→ Extracted material:
+-------+

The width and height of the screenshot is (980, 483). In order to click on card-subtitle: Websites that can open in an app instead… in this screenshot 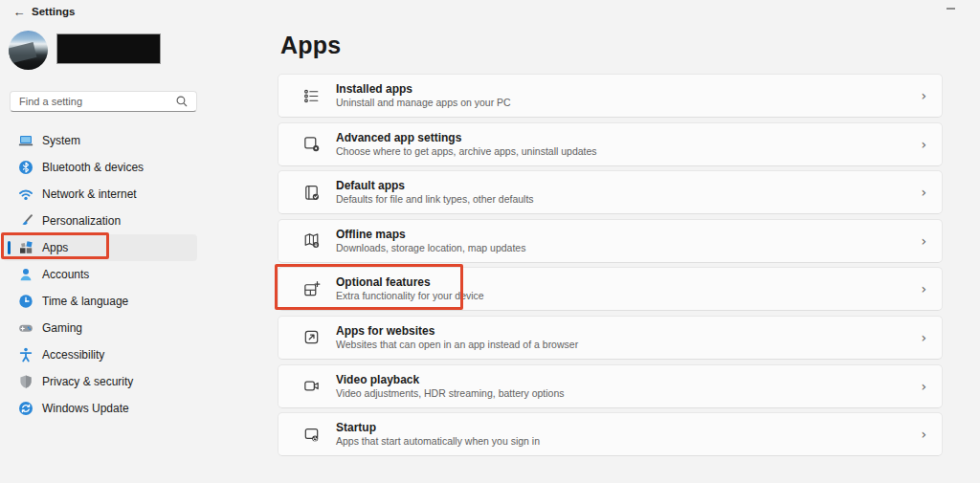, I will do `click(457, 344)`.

+-------+

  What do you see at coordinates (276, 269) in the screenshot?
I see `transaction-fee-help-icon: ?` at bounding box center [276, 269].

+-------+

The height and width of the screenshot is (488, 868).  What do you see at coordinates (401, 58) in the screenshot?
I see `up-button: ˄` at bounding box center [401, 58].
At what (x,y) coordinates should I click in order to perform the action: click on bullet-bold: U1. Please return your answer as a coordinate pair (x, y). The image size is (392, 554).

+-------+

→ About this exercise:
Look in the material above for the line with "The height and" and the line with "At what (x,y)", and transcribe exactly those lines and all lines between them, nothing more.

→ Answer section:
The height and width of the screenshot is (488, 868).  What do you see at coordinates (401, 58) in the screenshot?
I see `up-button: ˄` at bounding box center [401, 58].
At what (x,y) coordinates should I click in order to perform the action: click on bullet-bold: U1. Please return your answer as a coordinate pair (x, y). The image size is (392, 554).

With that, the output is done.